Aleksi Vellis announced his arrival in the turmoil of early 90s Australian cinema with his debut feature 'Nirvana Street Murder' a restlessly energetic film with cavalier camera moves that are almost as swish as the director himself.
Exhibition review Crossings Mary Knott: Drawings and Sculptures 1988 - 1992
Curated by Tony Geddes
The Art Gallery of Western Australia
October 3 - December 13 1992
Geraldton Regional Gallery
December 18 -January 21 1993
Bunbury Art Galleries
January 30 - March 7 1993
What is the effect on film when the maker's background is utterly different from the culture in which he now works. Anna Epstein talked to a film-maker who brings fresh vision to the Australian film industry.
Blotting paper, alchemy or potent cocktail. When radical European film-makers in the 1950s with the Nagra sound recorder and noiseless, hand held camera, the Eclair, launched what they called Cinema Verite, they thought they had discovered a way to film truth on the move.

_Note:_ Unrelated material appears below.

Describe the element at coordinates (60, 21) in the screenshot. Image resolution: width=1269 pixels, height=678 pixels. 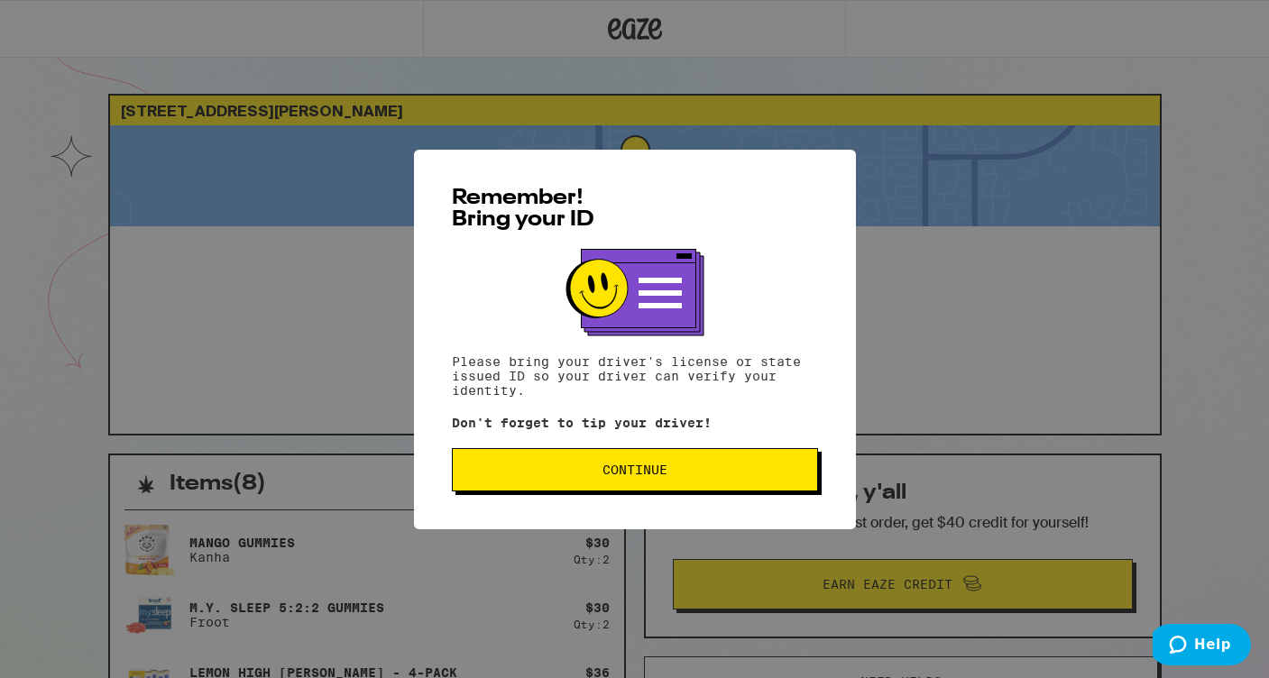
I see `span: Help` at that location.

In the incredible shrinking space between 1984 and 2001 the distinction between social-issue documentary and surreal fiction is collapsing - almost as fast as Australian capitalism or Soviet communism.

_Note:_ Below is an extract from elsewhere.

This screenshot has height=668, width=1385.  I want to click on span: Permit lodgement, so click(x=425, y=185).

It is diversity, and the celebration of the marginal which makes Australian film innovative. Diversity provides the opportunity for people in Australia to enjoy and reflect on the cultural heterogeneity rather than on the alienating myth with which we are so familiar.

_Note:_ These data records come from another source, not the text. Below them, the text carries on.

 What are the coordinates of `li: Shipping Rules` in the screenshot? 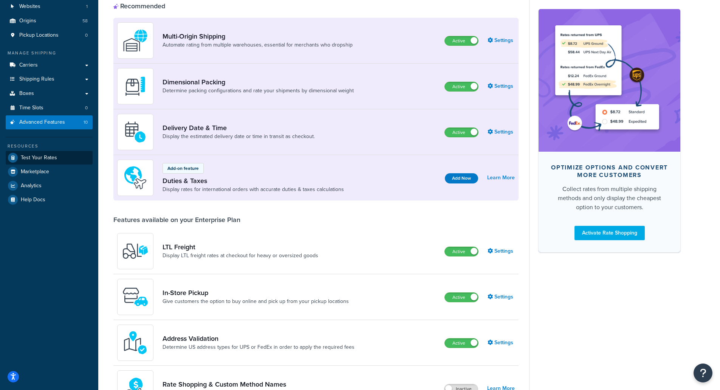 It's located at (49, 79).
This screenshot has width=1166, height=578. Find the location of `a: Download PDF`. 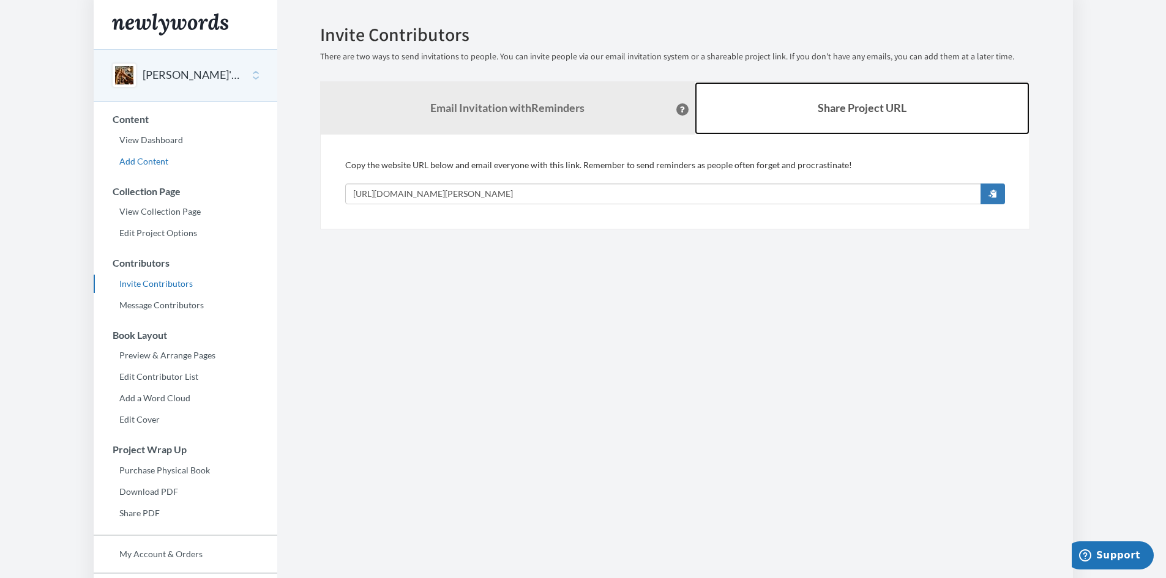

a: Download PDF is located at coordinates (185, 492).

Independent cinema may have been diverse in form, but its practitioners had in common a position of difference and marginality, working outside the mainstream and in opposition to it.
Over 12 days in November 1992, the Melbourne based Modern Image Makers Association (MIMA) held the third Experimenta presenting nearly 200 works of film, video, installation and performance. It included work from Germany, Japan, England and the USA, thus providing an opportunity to assess the current state of 'avant garde' practice and discourse.
The title of Monical Pellizari's recently completed short film has a characteristically wry double edge. 'Just Desserts (1993)' tempers an unfortunates Australian maxim with distinctive humour. This film is a delight, a consolidation of the stylistic and thematic concerns of her previous 3 films in 13 witty and evocative minutes.